The Financial Times speculates on fears within the GOP over self-defeat at home from the defeat abroad in Iraq; that is, the Republican White House's unpopular Iraq strategy is hurting the party in Congress.
Talking to Fox News, the conservative broadcaster, on his visit to Baghdad on Thursday, Dick Cheney said: “We didn’t get elected to worry just about the fate of the Republican party. Our mission is to do everything we can to prevail ... against one of the most evil opponents we’ve ever faced.”
Back in Washington Mr Cheney’s Republican colleagues are showing growing irritation with the vice-president’s Iraq war logic. On Tuesday 11 moderate Republican lawmakers warned George W. Bush that their support for his Iraq “surge” was rapidly running out. Tom Davis, a congressman from northern Virginia, told the US president that in one portion of his House district just 5 per cent supported his Iraq strategy.
The same growing unease applies with even greater force to Republicans in the Senate, who hold 21 of the 33 Senate seats that will be contested in next year’s congressional elections. Many Democrats believe that they could improve their narrow 51-49 Senate majority next year to a filibuster-proof 60 seats or more.
Such is the Democratic party’s confidence that some Democrats are talking of bringing about the same kind of splits in the Republican party that so damaged their own party’s electoral fortunes following the Vietnam war a generation ago.
Bush's political power is another thing getting hit hard because of his unpopularity. Remember: money can buy elections...
Mr Bush managed to raise $10.5m for his party at the event compared to $17m last year and $38.5m the year before. For the first time in many years both the Democratic presidential field and the Democratic congressional leadership are out-fundraising their Republican opponents by about 50 per cent.

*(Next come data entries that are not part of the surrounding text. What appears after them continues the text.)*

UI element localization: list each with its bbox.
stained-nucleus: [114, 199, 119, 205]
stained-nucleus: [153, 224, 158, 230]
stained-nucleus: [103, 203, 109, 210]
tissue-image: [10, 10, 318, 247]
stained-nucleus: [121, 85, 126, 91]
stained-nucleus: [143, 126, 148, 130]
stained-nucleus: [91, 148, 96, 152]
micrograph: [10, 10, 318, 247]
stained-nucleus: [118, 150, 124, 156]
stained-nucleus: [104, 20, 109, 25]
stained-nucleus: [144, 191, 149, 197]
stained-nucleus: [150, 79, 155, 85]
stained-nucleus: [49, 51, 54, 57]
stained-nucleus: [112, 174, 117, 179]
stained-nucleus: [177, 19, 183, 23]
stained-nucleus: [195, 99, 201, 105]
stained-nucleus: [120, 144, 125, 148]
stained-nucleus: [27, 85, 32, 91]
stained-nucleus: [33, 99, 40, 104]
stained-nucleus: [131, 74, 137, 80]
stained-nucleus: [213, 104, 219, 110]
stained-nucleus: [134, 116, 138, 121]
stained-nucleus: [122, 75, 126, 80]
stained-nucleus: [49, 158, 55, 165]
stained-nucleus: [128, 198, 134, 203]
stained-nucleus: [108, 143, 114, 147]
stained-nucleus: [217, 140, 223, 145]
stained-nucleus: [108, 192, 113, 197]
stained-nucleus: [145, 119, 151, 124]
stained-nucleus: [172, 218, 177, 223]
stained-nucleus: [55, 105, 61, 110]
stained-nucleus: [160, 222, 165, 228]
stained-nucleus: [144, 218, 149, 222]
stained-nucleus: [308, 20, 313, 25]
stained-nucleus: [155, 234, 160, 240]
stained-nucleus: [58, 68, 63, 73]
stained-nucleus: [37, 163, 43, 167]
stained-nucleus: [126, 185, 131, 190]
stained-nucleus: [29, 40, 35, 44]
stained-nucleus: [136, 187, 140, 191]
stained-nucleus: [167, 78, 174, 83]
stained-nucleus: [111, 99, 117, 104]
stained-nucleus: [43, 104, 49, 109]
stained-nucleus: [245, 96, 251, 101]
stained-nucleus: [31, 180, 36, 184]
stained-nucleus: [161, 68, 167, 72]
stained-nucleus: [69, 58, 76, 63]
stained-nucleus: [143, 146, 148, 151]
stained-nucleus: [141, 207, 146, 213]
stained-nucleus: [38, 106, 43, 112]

In the next 10 days Mr Bush will have another opportunity to demonstrate his immunity to the US public’s backlash against the Iraq war, when Congress sends him its second version of the Iraq and Afghanistan war funding bill he vetoed in its first incarnation last month.
Some of the presidential candidates for 2008 are already distancing themselves from the Bush administration's Iraq war policy.
Nightmare scenario for the Republicans: Democrats take a much larger majority (enough to filibuster) in both houses of Congress in the 2008 election, as well as the presidency. Disillusioned, the party fractures further and their conservative base breaks into religious right and libertarian camps.
Nightmare scenario for the Democrats: No political gain over Bush and his party's mishandling of the war. Because of power cockiness, scandals occur at a massive rate. Loose public confidence and blamed for failings in current state of the war. Anti-war and more hawkish factions duke it out right before the elections, where their majority is lost.
technorati tags: iraq, republicans, GOP, congress, democrats, politics, united+states, usa, bush, 2008+elections, white+house, party+politics
1 comment:
Tom Davis said anyone who didn't support the Iraq War was guilty of treason (a death penalty offense). Now, he doesn't say it's wrong. He says it's unpopular. Is he worried about losing a just war or losing his next election?